My dad, also named Jeremy, but who I call Papa: Don't go out alone at night. Check-in and stay at the hotel.
My mother: Do not fuck around with magic you cannot handle.
My family doesn't make requests like that of me often, so I was happy to oblige.
Honestly, after waiting a solid ten minutes for someone to stop throwing up in a crosswalk while other partiers simply sidestepped her, I was happy to tuck myself into bed and call it a night.
The Hotel Monteleone was a bucket list hotel for me. It was the clear winner when I asked for recommendations on where to stay across Twitter and Facebook.
I valeted my shitty van and watched with amusement as the valet somehow managed to make the 8-point turn to slide the bemouth between a Tesla and a Lexus look elegant.
The hotel was opulent.
Christmas lights twinkled, reflecting on the marble floors. It took all my energy to give my full attention to the kind human who checked me in. After getting my key card, I traipsed through the lobby dragging my luggage behind me and just looked. It had been a long time since I had been in a fancy hotel. For most of my adult life, I've worked in education and journalism, neither of which typically pay fancy hotel money.
The Carousel Bar and Lounge's last call was just before I arrived, but the bar manager was kind enough to let me poke my head in. Admiring the iconic bar that so many of my literary heroes had written about - or fallen asleep in a drunken stupor in - still buzzed with a low vibration of the night.
Seeing it almost empty, being scrubbed down and polished for the next day, felt weirdly intimate. Like I didn't know if it wanted to be seen like that. The carousel was no longer turning, napkins were strewn across the floor, and not a single guest was left to swoon to the jazz. I let my eyes sweep across the length of the bar a few times, then left it to be preened in privacy.

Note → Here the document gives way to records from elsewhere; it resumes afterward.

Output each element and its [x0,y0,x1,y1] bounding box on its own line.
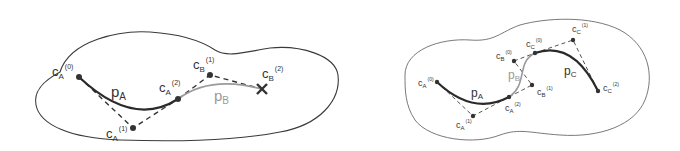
label-curve-p-b: pB [214,87,229,106]
point-c-b-1 [207,72,213,78]
point-c-a-2 [175,96,181,102]
point-c-c-0 [533,51,537,55]
left-region-outline [36,32,339,141]
point-c-a-1 [130,125,136,131]
label-c-c-0: cC(0) [526,37,542,50]
label-c-a-1: cA(1) [456,118,472,131]
point-c-b-0 [512,59,516,63]
diagram-canvas: cA(0) cA(1) cA(2) cB(1) cB(2) pA pB [0,0,680,151]
label-curve-p-b: pB [508,68,520,83]
label-c-a-2: cA(2) [159,79,180,97]
label-c-c-1: cC(1) [572,22,588,35]
label-c-c-2: cC(2) [603,81,619,94]
point-c-a-2 [507,95,511,99]
point-c-a-0 [435,80,439,84]
label-curve-p-c: pC [564,64,577,79]
right-panel: cA(0) cA(1) cA(2) cB(0) cB(1) cC(0) cC(1… [405,19,649,140]
label-c-a-2: cA(2) [505,101,521,114]
label-c-b-0: cB(0) [496,49,512,62]
label-curve-p-a: pA [471,86,484,101]
label-c-a-0: cA(0) [418,76,434,89]
label-c-b-2: cB(2) [262,65,283,83]
point-c-a-0 [76,74,82,80]
point-c-b-1 [530,83,534,87]
cross-marker-icon [257,84,267,94]
label-c-b-1: cB(1) [193,56,214,74]
label-c-b-1: cB(1) [537,85,553,98]
left-panel: cA(0) cA(1) cA(2) cB(1) cB(2) pA pB [36,32,339,143]
right-region-outline [405,19,649,140]
point-c-c-1 [571,38,575,42]
point-c-c-2 [596,89,600,93]
label-curve-p-a: pA [111,83,126,102]
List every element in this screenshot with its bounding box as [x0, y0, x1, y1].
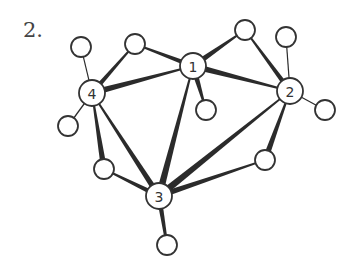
leaf-node [196, 100, 216, 120]
graph-diagram: 1234 [0, 0, 360, 261]
node-circle [71, 37, 91, 57]
node-circle [196, 100, 216, 120]
node-circle [125, 34, 145, 54]
node-4: 4 [79, 80, 105, 106]
node-circle [276, 27, 296, 47]
node-circle [157, 235, 177, 255]
leaf-node [125, 34, 145, 54]
leaf-node [71, 37, 91, 57]
node-label: 4 [88, 86, 97, 102]
node-label: 3 [155, 189, 164, 205]
node-1: 1 [180, 53, 206, 79]
leaf-node [58, 116, 78, 136]
leaf-node [276, 27, 296, 47]
edge-4-1 [91, 65, 193, 96]
node-circle [94, 159, 114, 179]
leaf-node [315, 100, 335, 120]
node-2: 2 [277, 78, 303, 104]
node-circle [58, 116, 78, 136]
edge-1-2 [192, 63, 290, 92]
edge-1-3 [156, 66, 194, 197]
leaf-node [255, 150, 275, 170]
node-label: 1 [189, 59, 198, 75]
node-circle [235, 20, 255, 40]
leaf-node [157, 235, 177, 255]
edge-i-3 [158, 159, 265, 199]
node-circle [315, 100, 335, 120]
node-3: 3 [146, 183, 172, 209]
leaf-node [94, 159, 114, 179]
leaf-node [235, 20, 255, 40]
node-circle [255, 150, 275, 170]
node-label: 2 [286, 84, 295, 100]
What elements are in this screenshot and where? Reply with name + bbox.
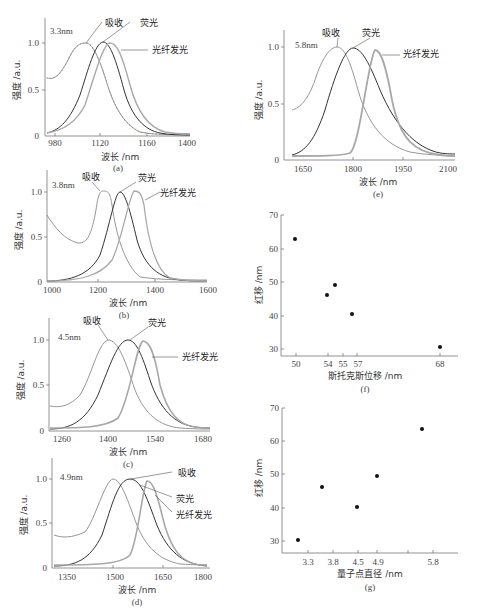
figure: 1.0 0.5 0 980 1120 1160 1400 波长 /nm 强度 /… <box>0 0 479 613</box>
xtick: 1600 <box>199 285 218 295</box>
ytick: 60 <box>269 244 279 254</box>
caption: (a) <box>113 163 123 173</box>
xtick: 1650 <box>154 572 173 582</box>
xtick: 1800 <box>194 572 213 582</box>
caption: (b) <box>119 310 130 320</box>
absorption-curve <box>292 47 455 156</box>
label-fiber-emission: 光纤发光 <box>152 44 188 55</box>
label-absorption: 吸收 <box>105 17 123 28</box>
ytick: 50 <box>270 469 280 479</box>
size-annotation: 5.8nm <box>295 40 318 50</box>
xtick: 1160 <box>138 138 156 148</box>
y-axis-label: 红移 /nm <box>253 266 264 304</box>
xtick: 54 <box>324 359 334 369</box>
xtick: 1500 <box>106 572 125 582</box>
label-absorption: 吸收 <box>82 171 100 182</box>
x-axis-label: 波长 /nm <box>109 446 147 457</box>
y-axis-label: 强度 /a.u. <box>13 210 24 251</box>
size-annotation: 3.8nm <box>52 180 75 190</box>
panel-g-axes <box>282 408 458 553</box>
ytick: 0 <box>40 426 45 436</box>
ytick: 1.0 <box>31 187 43 197</box>
label-fiber-emission: 光纤发光 <box>182 351 218 362</box>
ytick: 30 <box>270 536 280 546</box>
y-axis-label: 强度 /a.u. <box>18 495 29 536</box>
xtick: 1680 <box>194 434 213 444</box>
xtick: 57 <box>354 359 364 369</box>
label-fluorescence: 荧光 <box>138 172 156 183</box>
xtick: 1260 <box>53 434 72 444</box>
panel-a: 1.0 0.5 0 980 1120 1160 1400 波长 /nm 强度 /… <box>11 17 197 173</box>
caption: (e) <box>373 189 383 199</box>
ytick: 1.0 <box>268 42 280 52</box>
label-fiber-emission: 光纤发光 <box>403 48 439 59</box>
absorption-curve <box>47 43 190 135</box>
ytick: 0.5 <box>33 380 45 390</box>
absorption-markers <box>47 43 190 135</box>
xtick: 1800 <box>344 164 363 174</box>
scatter-points <box>293 237 442 349</box>
ytick: 40 <box>269 311 279 321</box>
xtick: 68 <box>436 359 446 369</box>
xtick: 1000 <box>43 285 62 295</box>
ytick: 40 <box>270 503 280 513</box>
size-annotation: 4.5nm <box>58 332 81 342</box>
size-annotation: 3.3nm <box>50 26 73 36</box>
ytick: 70 <box>269 210 279 220</box>
xtick: 1350 <box>58 572 77 582</box>
x-axis-label: 波长 /nm <box>101 151 139 162</box>
fiber-emission-curve <box>292 50 455 156</box>
y-axis-label: 红移 /nm <box>253 459 264 497</box>
panel-d: 1.0 0.5 0 1350 1500 1650 1800 波长 /nm 强度 … <box>18 458 213 607</box>
xtick: 5.8 <box>427 557 439 567</box>
ytick: 50 <box>269 277 279 287</box>
xtick: 4.9 <box>372 557 384 567</box>
x-axis-label: 波长 /nm <box>109 297 147 308</box>
scatter-points <box>296 427 424 542</box>
xtick: 1400 <box>178 138 197 148</box>
xtick: 50 <box>292 359 302 369</box>
ytick: 0 <box>43 563 48 573</box>
ytick: 0.5 <box>268 99 280 109</box>
xtick: 3.8 <box>327 557 339 567</box>
caption: (f) <box>361 384 370 394</box>
fluorescence-curve <box>47 42 190 135</box>
ytick: 0 <box>275 155 280 165</box>
x-axis-label: 量子点直径 /nm <box>337 568 402 579</box>
fiber-emission-curve <box>47 43 190 134</box>
ytick: 0.5 <box>28 85 40 95</box>
xtick: 55 <box>339 359 349 369</box>
xtick: 1400 <box>99 434 118 444</box>
label-fiber-emission: 光纤发光 <box>176 509 212 520</box>
caption: (g) <box>365 582 376 592</box>
ytick: 1.0 <box>28 38 40 48</box>
ytick: 70 <box>270 403 280 413</box>
label-fluorescence: 荧光 <box>140 17 158 28</box>
label-absorption: 吸收 <box>83 315 101 326</box>
label-absorption: 吸收 <box>178 467 196 478</box>
fluorescence-curve <box>292 48 455 155</box>
ytick: 1.0 <box>33 335 45 345</box>
xtick: 1540 <box>146 434 165 444</box>
ytick: 0 <box>35 131 40 141</box>
panel-f: 70 60 50 40 30 50 54 55 57 68 斯托克斯位移 /nm… <box>253 210 458 394</box>
label-fiber-emission: 光纤发光 <box>160 187 196 198</box>
xtick: 3.3 <box>302 557 314 567</box>
xtick: 4.5 <box>352 557 364 567</box>
xtick: 980 <box>48 138 62 148</box>
ytick: 0.5 <box>36 518 48 528</box>
panel-c: 1.0 0.5 0 1260 1400 1540 1680 波长 /nm 强度 … <box>15 315 218 469</box>
ytick: 1.0 <box>36 474 48 484</box>
ytick: 0 <box>38 277 43 287</box>
panel-f-axes <box>281 215 458 356</box>
label-fluorescence: 荧光 <box>176 493 194 504</box>
label-absorption: 吸收 <box>322 27 340 38</box>
ytick: 60 <box>270 436 280 446</box>
panel-b: 1.0 0.5 0 1000 1200 1400 1600 波长 /nm 强度 … <box>13 170 218 320</box>
y-axis-label: 强度 /a.u. <box>253 80 264 121</box>
fluorescence-curve <box>47 192 207 281</box>
label-fluorescence: 荧光 <box>362 27 380 38</box>
y-axis-label: 强度 /a.u. <box>15 360 26 401</box>
fiber-emission-curve <box>47 191 207 281</box>
x-axis-label: 波长 /nm <box>359 176 397 187</box>
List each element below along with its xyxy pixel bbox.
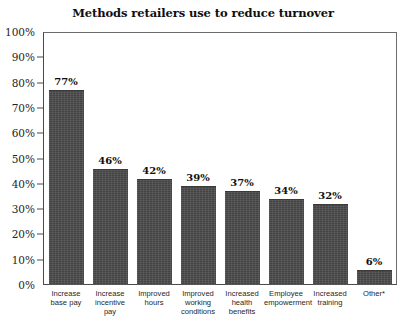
y-axis-tick-label: 30% [12, 203, 35, 215]
y-axis-tick-label: 20% [12, 228, 35, 240]
y-axis-tick-label: 60% [12, 127, 35, 139]
bar-slot: 37% [225, 32, 260, 285]
y-axis-tick-label: 50% [12, 153, 35, 165]
y-axis-tick-mark [37, 57, 43, 58]
x-axis-category-label: Improved working conditions [176, 289, 220, 317]
bar[interactable] [225, 191, 260, 285]
x-axis-category-label: Employee empowerment [264, 289, 308, 307]
bar[interactable] [49, 90, 84, 285]
bar[interactable] [357, 270, 392, 285]
y-axis-tick-label: 90% [12, 51, 35, 63]
bar-value-label: 6% [349, 256, 400, 267]
chart-title: Methods retailers use to reduce turnover [0, 6, 406, 20]
y-axis-tick-label: 100% [5, 26, 35, 38]
y-axis-tick-mark [37, 209, 43, 210]
y-axis-tick-label: 0% [18, 279, 35, 291]
y-axis: 0%10%20%30%40%50%60%70%80%90%100% [0, 32, 43, 285]
bar-value-label: 77% [41, 76, 92, 87]
bar[interactable] [181, 186, 216, 285]
bar-slot: 42% [137, 32, 172, 285]
bar[interactable] [313, 204, 348, 285]
y-axis-tick-mark [37, 234, 43, 235]
x-axis-category-label: Increase incentive pay [88, 289, 132, 317]
x-axis-category-label: Increase base pay [44, 289, 88, 307]
bar-slot: 39% [181, 32, 216, 285]
bar-slot: 32% [313, 32, 348, 285]
x-axis-category-label: Increased health benefits [220, 289, 264, 317]
y-axis-tick-label: 80% [12, 77, 35, 89]
y-axis-tick-mark [37, 158, 43, 159]
bars-layer: 77%46%42%39%37%34%32%6% [44, 32, 396, 285]
y-axis-tick-label: 10% [12, 254, 35, 266]
bar-slot: 46% [93, 32, 128, 285]
y-axis-tick-label: 70% [12, 102, 35, 114]
x-axis-category-label: Improved hours [132, 289, 176, 307]
bar-value-label: 32% [305, 190, 356, 201]
y-axis-tick-label: 40% [12, 178, 35, 190]
y-axis-tick-mark [37, 259, 43, 260]
bar[interactable] [137, 179, 172, 285]
x-axis: Increase base payIncrease incentive payI… [44, 289, 396, 329]
x-axis-category-label: Other* [352, 289, 396, 298]
bar[interactable] [269, 199, 304, 285]
y-axis-tick-mark [37, 133, 43, 134]
bar-slot: 77% [49, 32, 84, 285]
bar[interactable] [93, 169, 128, 285]
x-axis-category-label: Increased training [308, 289, 352, 307]
y-axis-tick-mark [37, 183, 43, 184]
bar-slot: 6% [357, 32, 392, 285]
bar-slot: 34% [269, 32, 304, 285]
y-axis-tick-mark [37, 107, 43, 108]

When I finally made it up to my room, I was exhausted but nowhere near being able to sleep. Instead, I did a video tour of the room for the 26 people who consistently watch my long-winded Instagram stories and took an inordinate amount of selfies.

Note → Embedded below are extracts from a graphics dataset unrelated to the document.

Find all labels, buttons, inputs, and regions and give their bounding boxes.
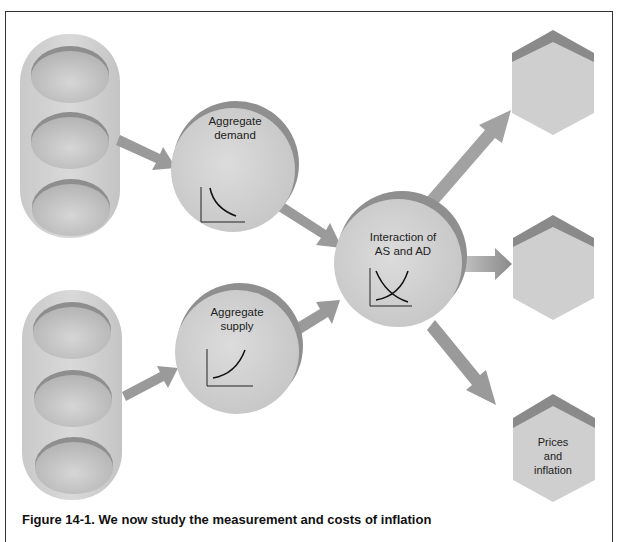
node-aggregate-supply: [175, 283, 303, 414]
arrow-supply-in: [122, 366, 178, 401]
label-line: inflation: [518, 463, 588, 477]
label-aggregate-supply: Aggregate supply: [192, 305, 282, 333]
node-output-top: [512, 30, 594, 135]
label-line: Interaction of: [353, 230, 453, 244]
label-line: and: [518, 449, 588, 463]
label-line: demand: [190, 128, 280, 142]
label-line: supply: [192, 319, 282, 333]
node-output-middle: [513, 215, 594, 320]
label-line: Aggregate: [190, 114, 280, 128]
label-aggregate-demand: Aggregate demand: [190, 114, 280, 142]
input-group-bottom: [22, 290, 122, 500]
label-line: Aggregate: [192, 305, 282, 319]
figure-caption: Figure 14-1. We now study the measuremen…: [22, 512, 431, 527]
arrow-to-output-bottom: [427, 320, 496, 405]
arrow-demand-to-interaction: [275, 200, 342, 248]
label-prices-inflation: Prices and inflation: [518, 435, 588, 477]
input-group-top: [20, 34, 120, 238]
arrow-demand-in: [116, 135, 176, 170]
label-line: Prices: [518, 435, 588, 449]
arrow-to-output-top: [420, 110, 511, 213]
label-line: AS and AD: [353, 244, 453, 258]
arrow-to-output-middle: [460, 248, 512, 280]
node-interaction: [334, 191, 467, 327]
label-interaction: Interaction of AS and AD: [353, 230, 453, 258]
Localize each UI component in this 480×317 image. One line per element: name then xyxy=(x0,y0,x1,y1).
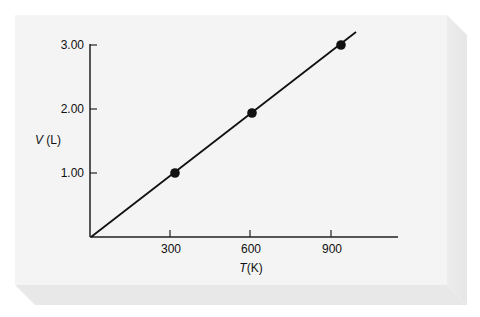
x-tick-label: 600 xyxy=(241,242,261,256)
y-axis-title-unit: (L) xyxy=(43,133,61,147)
data-point xyxy=(247,108,257,118)
x-tick-label: 300 xyxy=(161,242,181,256)
data-point xyxy=(336,40,346,50)
data-point xyxy=(170,168,180,178)
y-tick-label: 3.00 xyxy=(61,38,85,52)
x-tick-label: 900 xyxy=(322,242,342,256)
y-tick-label: 1.00 xyxy=(61,166,85,180)
x-axis-title-unit: (K) xyxy=(247,261,263,275)
chart-svg: 3.00 2.00 1.00 300 600 900 T(K) V (L) xyxy=(0,0,480,317)
best-fit-line xyxy=(91,32,356,237)
y-tick-label: 2.00 xyxy=(61,102,85,116)
y-axis-title: V (L) xyxy=(35,133,61,147)
x-axis-title: T(K) xyxy=(239,261,262,275)
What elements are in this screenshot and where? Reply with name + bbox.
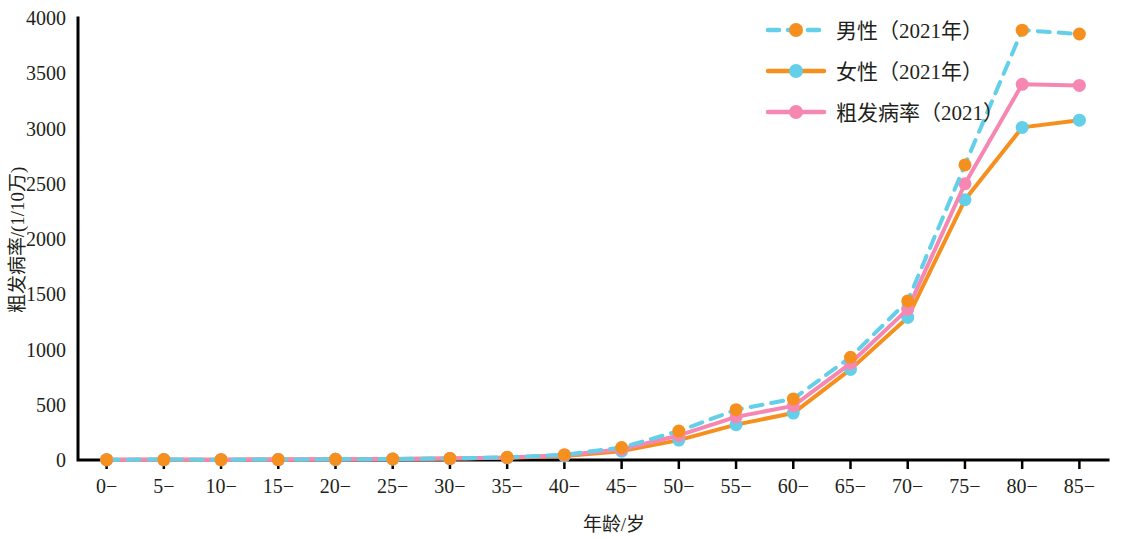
y-tick-label: 3000 — [26, 118, 66, 140]
legend-label: 男性（2021年） — [836, 19, 983, 43]
legend-marker-swatch — [789, 64, 803, 78]
series-marker — [901, 294, 914, 307]
x-tick-label: 15− — [263, 475, 294, 497]
y-tick-label: 2500 — [26, 173, 66, 195]
legend-item[interactable]: 男性（2021年） — [768, 19, 983, 43]
x-tick-label: 65− — [835, 475, 866, 497]
chart-series — [100, 78, 1086, 466]
x-tick-label: 40− — [549, 475, 580, 497]
series-marker — [157, 453, 170, 466]
x-axis-tick-labels: 0−5−10−15−20−25−30−35−40−45−50−55−60−65−… — [96, 475, 1095, 497]
y-tick-label: 1000 — [26, 339, 66, 361]
legend-item[interactable]: 粗发病率（2021） — [768, 101, 1004, 125]
x-tick-label: 80− — [1007, 475, 1038, 497]
series-marker — [1016, 78, 1029, 91]
y-tick-label: 0 — [56, 449, 66, 471]
y-tick-label: 3500 — [26, 62, 66, 84]
chart-series — [100, 114, 1086, 466]
chart-legend: 男性（2021年）女性（2021年）粗发病率（2021） — [768, 19, 1004, 125]
y-tick-label: 4000 — [26, 7, 66, 29]
series-marker — [443, 452, 456, 465]
series-line — [107, 120, 1080, 459]
series-marker — [100, 453, 113, 466]
chart-container: 05001000150020002500300035004000 0−5−10−… — [0, 0, 1121, 538]
x-tick-label: 70− — [892, 475, 923, 497]
series-marker — [1073, 114, 1086, 127]
series-layer — [100, 24, 1086, 467]
series-marker — [501, 451, 514, 464]
series-marker — [1073, 79, 1086, 92]
y-axis-tick-labels: 05001000150020002500300035004000 — [26, 7, 66, 471]
y-tick-label: 2000 — [26, 228, 66, 250]
series-marker — [215, 453, 228, 466]
series-line — [107, 84, 1080, 459]
series-marker — [329, 453, 342, 466]
x-tick-label: 75− — [949, 475, 980, 497]
line-chart: 05001000150020002500300035004000 0−5−10−… — [0, 0, 1121, 538]
series-marker — [558, 448, 571, 461]
legend-marker-swatch — [789, 23, 803, 37]
series-marker — [672, 425, 685, 438]
x-tick-label: 85− — [1064, 475, 1095, 497]
x-tick-label: 60− — [778, 475, 809, 497]
y-tick-label: 500 — [36, 394, 66, 416]
legend-item[interactable]: 女性（2021年） — [768, 60, 983, 84]
x-tick-label: 50− — [663, 475, 694, 497]
series-marker — [1073, 28, 1086, 41]
axis-lines — [78, 18, 1108, 460]
x-tick-label: 35− — [492, 475, 523, 497]
x-tick-label: 20− — [320, 475, 351, 497]
legend-label: 粗发病率（2021） — [836, 101, 1004, 125]
x-tick-label: 0− — [96, 475, 117, 497]
series-marker — [272, 453, 285, 466]
series-marker — [1016, 121, 1029, 134]
series-marker — [1016, 24, 1029, 37]
legend-marker-swatch — [789, 105, 803, 119]
y-axis-title: 粗发病率/(1/10万) — [7, 167, 29, 314]
x-tick-label: 55− — [720, 475, 751, 497]
legend-label: 女性（2021年） — [836, 60, 983, 84]
x-tick-label: 25− — [377, 475, 408, 497]
series-marker — [386, 453, 399, 466]
series-marker — [730, 403, 743, 416]
x-tick-label: 30− — [434, 475, 465, 497]
y-tick-label: 1500 — [26, 283, 66, 305]
x-tick-label: 10− — [205, 475, 236, 497]
series-line — [107, 30, 1080, 460]
series-marker — [615, 441, 628, 454]
series-marker — [958, 158, 971, 171]
series-marker — [844, 351, 857, 364]
series-marker — [787, 392, 800, 405]
x-axis-title: 年龄/岁 — [583, 514, 645, 535]
x-tick-label: 45− — [606, 475, 637, 497]
x-tick-label: 5− — [153, 475, 174, 497]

Every detail of the room was planned and executed to perfection. After impressing myself by correctly identifying the artist whose work hung above my bed, I moved on to translating a map labeled in French.
This venture was less successful.

I am not a hard person to impress. So many things bring me joy, and I decided a few years ago that I wouldn't self-censor. Unmasking as an autistic person is a lifelong process, but allowing myself to revel in my autistic joy is nonnegotiable.

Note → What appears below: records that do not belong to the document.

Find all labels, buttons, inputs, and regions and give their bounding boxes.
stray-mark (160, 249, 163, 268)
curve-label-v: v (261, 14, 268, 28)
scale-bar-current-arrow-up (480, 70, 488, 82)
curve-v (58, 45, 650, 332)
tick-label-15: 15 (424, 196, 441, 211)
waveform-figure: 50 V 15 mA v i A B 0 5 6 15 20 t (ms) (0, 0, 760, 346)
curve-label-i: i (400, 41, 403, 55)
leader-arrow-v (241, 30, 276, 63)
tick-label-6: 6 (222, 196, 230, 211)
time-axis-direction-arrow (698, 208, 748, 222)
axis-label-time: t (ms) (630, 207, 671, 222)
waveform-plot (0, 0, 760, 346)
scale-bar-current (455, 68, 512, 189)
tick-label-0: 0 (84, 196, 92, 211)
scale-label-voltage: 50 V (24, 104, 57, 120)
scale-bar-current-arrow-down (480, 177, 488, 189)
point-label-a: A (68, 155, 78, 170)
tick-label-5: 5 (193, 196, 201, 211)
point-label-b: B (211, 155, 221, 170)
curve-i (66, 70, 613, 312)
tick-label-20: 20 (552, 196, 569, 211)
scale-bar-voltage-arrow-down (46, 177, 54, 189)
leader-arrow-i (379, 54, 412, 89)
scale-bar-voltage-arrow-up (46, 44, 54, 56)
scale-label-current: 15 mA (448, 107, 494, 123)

I walked circles around the room, letting my fingertips drag on every surface, imagining who had been here before me and who would come after. For about twenty minutes, I daydreamed about boozy authors, sultry jazz singers, and anyone else I could imagine staying in the room. When the circles (and exhaustion) left me dizzy, I ran a hot shower and scrubbed the day off.
By the time I crawled into bed, it was about 2 AM, and I needed to be up at 7:30. I fell asleep, phone in hand before I could even decide which ASMRtist I was going to let whisper a guided meditation to me.
A lot has changed for me in the last two years. I've finally learned how to manage a myriad of physical and mental chronic illnesses well enough to travel again.
Lest I lead you to believe I live in a world of hotel lobbies with dripping crystal chandeliers without a care in the world, I'll tell you this: I took anxiety PRNs to help me adjust to a new environment, I called Jeremy frequently to help keep me calm, I spent most the day (of every day) reframing thoughts that my OCD seems to think are essential to my functioning. I dealt with tachycardia and joint pain while I drove. I cried when I missed an exit.
But one of my resolutions this year is to do it anyway. Anxiety? Do it anyway. Racing thoughts? Do it anyway. Scared of being cringy or caring too much? Do it anyway.
So with that, I'll leave you with a little photo dump of selfies I took in my hotel room because I felt cute and sexy and like it would be fun to document the rare times I feel at home in my body.